Actor Paul Walker during the premiere of the film ‘Fast & Furious 6,’ held in London, on May 7, 2013.STUART C. WILSON (GETTY IMAGES FOR UNIVERSAL PICTU)
Exactly 10 years ago, Paul Walker (Glendale, California, 1973), star of the blockbuster Fast & Furious franchise, died in a car accident. The actor was traveling as co-pilot in a Porsche Carrera GT that crashed into a pole at 100 miles per hour on a Santa Clarita highway, 50 kilometers north of Hollywood, and then caught fire. He was 40 years old. The driver of the vehicle was his friend, Roger Rodas, a successful financier at Merrill Lynch bank, who also died in the crash. That night, Walker had attended a charity event for the victims of Super Typhoon Haiyan, which hit the Philippines in November 2013, leaving more than 10,000 dead. Walker was the founder of the organization behind the event, Reach Out Worldwide, which he launched after the Haiti earthquakes in 2010, with the intention of providing aid to people affected by natural disasters. The tragic event, which shocked Hollywood, nevertheless overshadowed the performer’s good intentions. The story was too juicy. Although the actor was not behind the wheel, the epitaph seemed to write itself: he lived fast and died young.
Before his death, Paul Walker was in a relationship with Jasmine Pilchard-Gosnell, 23, with whom he lived in Santa Barbara, California. He also lived with his daughter, Meadow Walker, then a 15-year-old teenager from his relationship with Rebecca Soteros. Following his death, his daughter sued Porsche in September 2015. In this legal action, Meadow Walker accused the car manufacturer of skimping on safety measures and held them responsible for the death of her father who, her lawyers alleged, survived the crash but was unable to escape the flames as he was trapped in the vehicle. Porsche replied two months later, denying any liability and claiming that the actor voluntarily assumed the risks of riding in the vehicle and doing so at a speed that experts estimated at about 100 per hour. In April 2016, a judge dismissed that there were manufacturing faults in the car in which he died. That same month in 2016, Meadow Walker was back in the news when a judge ruled that the family of Roger Rodas, the driver who was driving the vehicle, should compensate her with $10 million, as a way of recognizing that the driver did bear some responsibility for the death of the performer, who was at the height of his career. “This amount only covers a portion of the money that Paul Walker would have earned if his life had not been tragically cut short,” Meadow’s lawyer explained to Peoplemagazine at the time.
In September 2015, coinciding with what would have been her father’s 42nd birthday, Meadow, sole heir to an estimated $25 million fortune, announced the creation of the Paul Walker Foundation, an organization dedicated “to acts of goodwill that empower young people and support the ecosystem in which they live.” “Reflecting on my father, I found myself reflecting on his passions,” Meadow herself explained through an Instagram post, which featured her and her father in a photograph.

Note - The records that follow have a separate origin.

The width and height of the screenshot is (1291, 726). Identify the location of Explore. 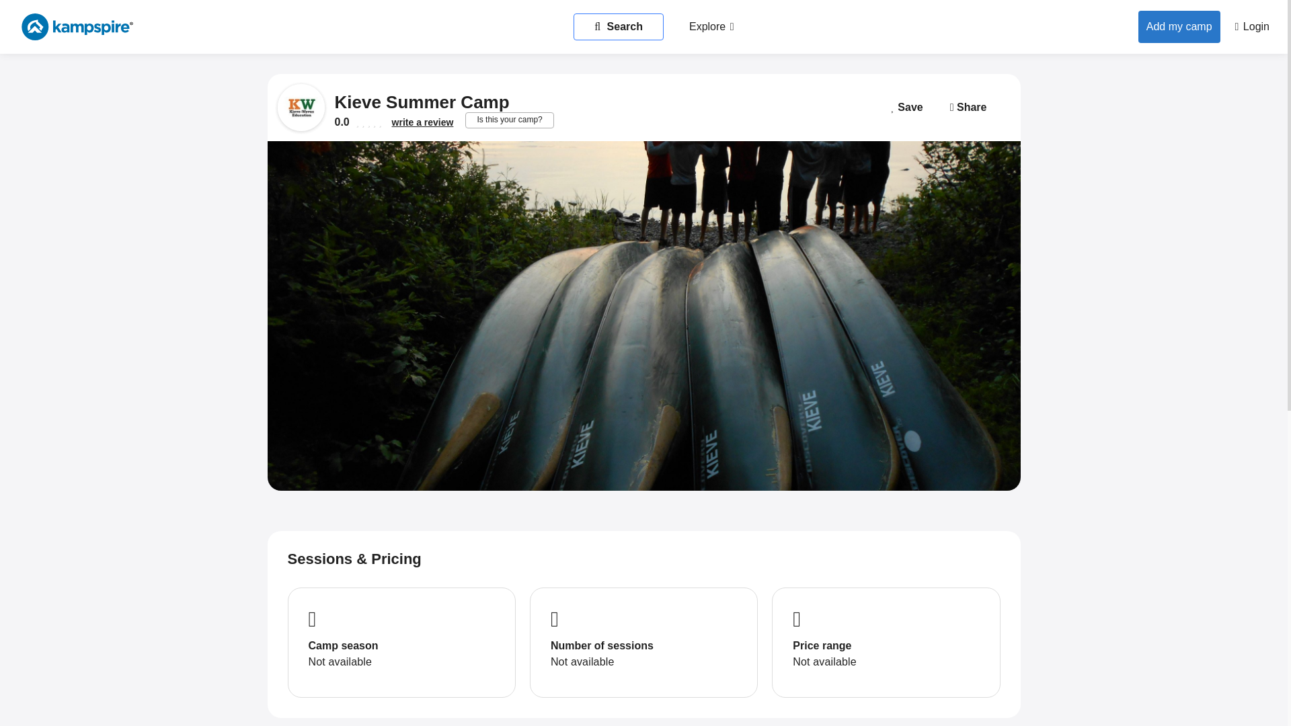
(711, 27). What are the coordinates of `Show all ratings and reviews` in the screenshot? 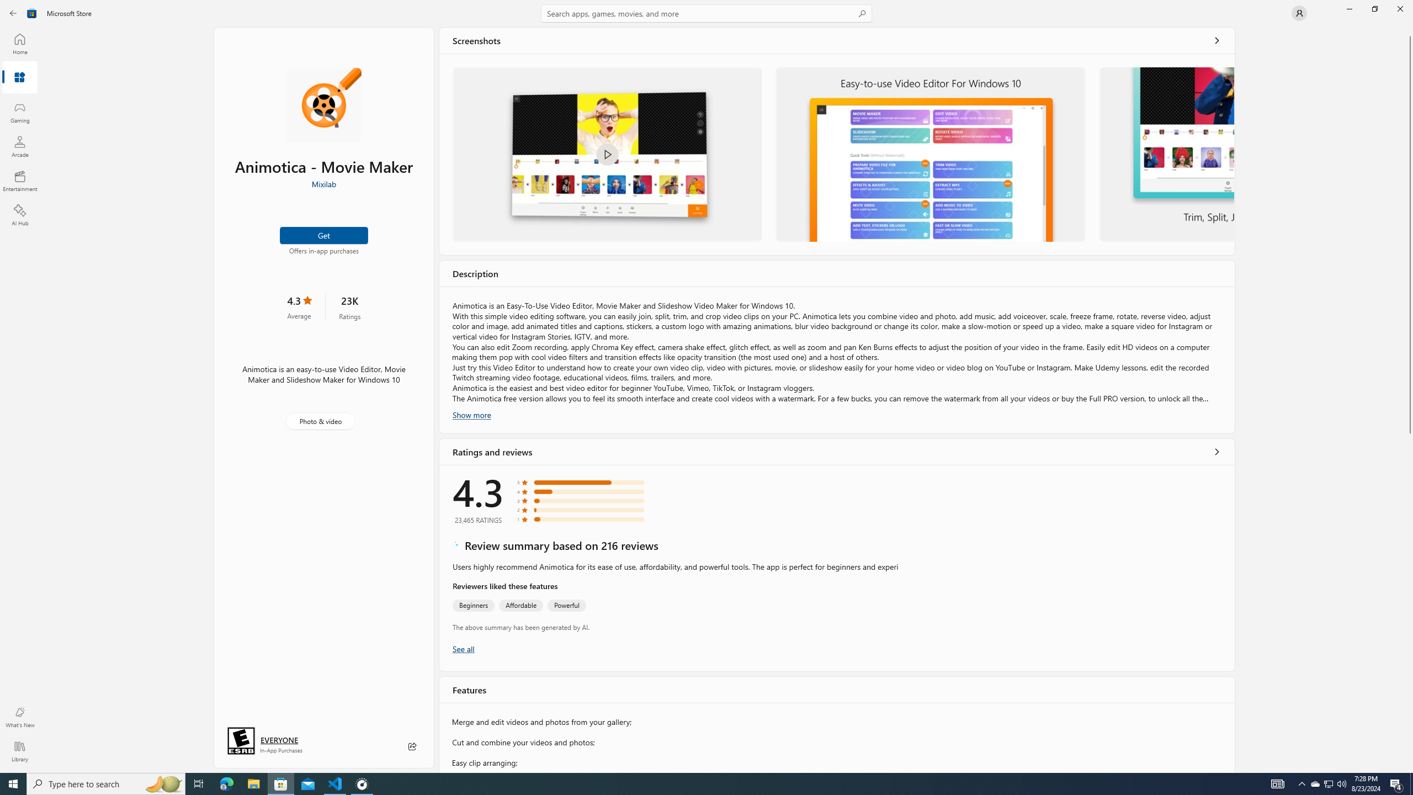 It's located at (1217, 452).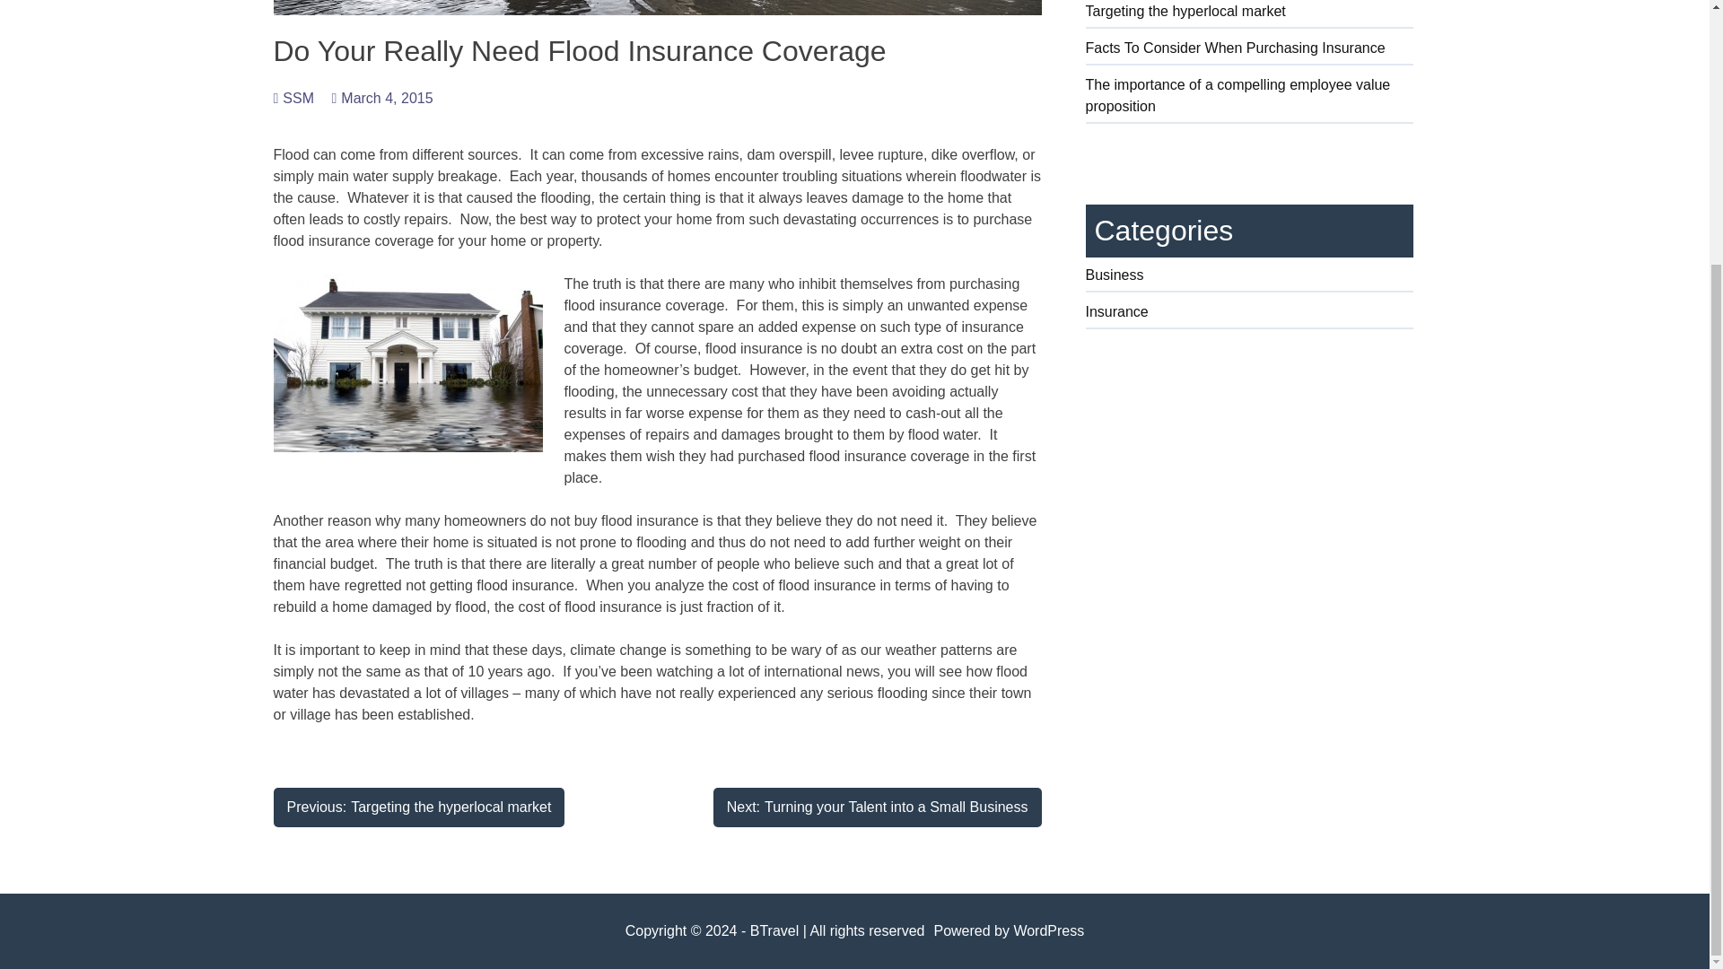 The image size is (1723, 969). I want to click on Insurance, so click(381, 98).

Paul Walker was interested in ocean conservation, having even starred in a National Geographic documentary exploring the life of great white sharks in the Baja California area. “I wanted to start this foundation because I want to share that piece of him with the world. I want to share that part of him with others.” Through the organization, Meadow has embarked on a number of philanthropic efforts, including scholarships to Marine Biology students.